Call to action on drug-resistant malaria
September 22, 2011
Drug resistance to malaria is increasing in parts of Southeast Asia and a group of scientists are calling upon global health leaders to act swiftly to counter the emerging threat. In an article published in the New England Journal of Medicine, the authors exhort researchers, funders, and policy leaders to recognize the urgency of the problem and take action, address the important knowledge gaps and focus on eliminating the threat of artemisinin resistance with alacrity.
A co-author of the article, The Threat of Artemisinin-Resistant Malaria - A Call to Action, is Dr. Joel G. Breman of the Fogarty International Center at NIH.

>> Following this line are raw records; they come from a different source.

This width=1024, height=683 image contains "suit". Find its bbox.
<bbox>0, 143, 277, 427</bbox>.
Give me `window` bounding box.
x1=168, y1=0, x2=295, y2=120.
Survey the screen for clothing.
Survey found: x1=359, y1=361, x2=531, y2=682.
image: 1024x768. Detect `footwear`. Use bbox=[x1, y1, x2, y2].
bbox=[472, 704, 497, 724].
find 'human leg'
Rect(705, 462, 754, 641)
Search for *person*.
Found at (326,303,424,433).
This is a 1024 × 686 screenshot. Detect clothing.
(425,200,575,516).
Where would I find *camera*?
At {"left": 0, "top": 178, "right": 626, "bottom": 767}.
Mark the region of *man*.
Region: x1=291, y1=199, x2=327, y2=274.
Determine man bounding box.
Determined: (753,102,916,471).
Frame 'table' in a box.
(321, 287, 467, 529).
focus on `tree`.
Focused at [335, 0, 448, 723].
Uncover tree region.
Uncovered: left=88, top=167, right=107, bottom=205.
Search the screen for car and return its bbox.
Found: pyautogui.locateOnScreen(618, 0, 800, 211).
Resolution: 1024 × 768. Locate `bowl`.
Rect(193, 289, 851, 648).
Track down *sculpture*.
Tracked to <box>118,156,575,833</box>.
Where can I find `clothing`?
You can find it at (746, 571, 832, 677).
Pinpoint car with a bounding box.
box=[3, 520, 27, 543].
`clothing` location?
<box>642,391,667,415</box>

The severe threat posed by emerging artemisinin resistance on the Cambodia-Thailand border is widely acknowledged, but an effective response requires that critical research questions be answered quickly.
"Twice before drug resistant malaria has originated along the Thailand-Cambodia border, and both times it spread to Africa," said senior author and long-time Fogarty grantee Christopher Plowe, a Howard Hughes Medical Institute Investigator and professor at the University of Maryland School of Medicine in Baltimore, who studies malaria drug resistance in Africa and Asia. "When chloroquine resistance got to sub-Saharan Africa, massive increases in malaria-related hospitalizations and deaths were seen, and there is every reason to expect the same result if artemisinin-resistance follows the same pattern."
"If we - and by 'we' I mean everybody, scientists, health officials, governments - don't get on top of this problem now, it could become a huge public health catastrophe," Plowe said.
In November 2010, Fogarty and the National Institute of Allergy and Infectious Diseases organized a meeting titled "Artemisinin-Resistant Malaria: Research Challenges, Opportunities, and Public Health Implications," at which the Centers for Disease Control and Prevention, the President's Malaria Initiative, the Food and Drug Administration, the World Health Organization and scientists from countries at peril participated.
The meeting recognized that Plasmodium falciparum resistance to artemisinin is present in Cambodia, Myanmar and Thailand, may be spreading to neighbors and has the potential to derail renewed global malaria eradication efforts. A number of research gaps to better understand and contain artemisinin resistance were identified.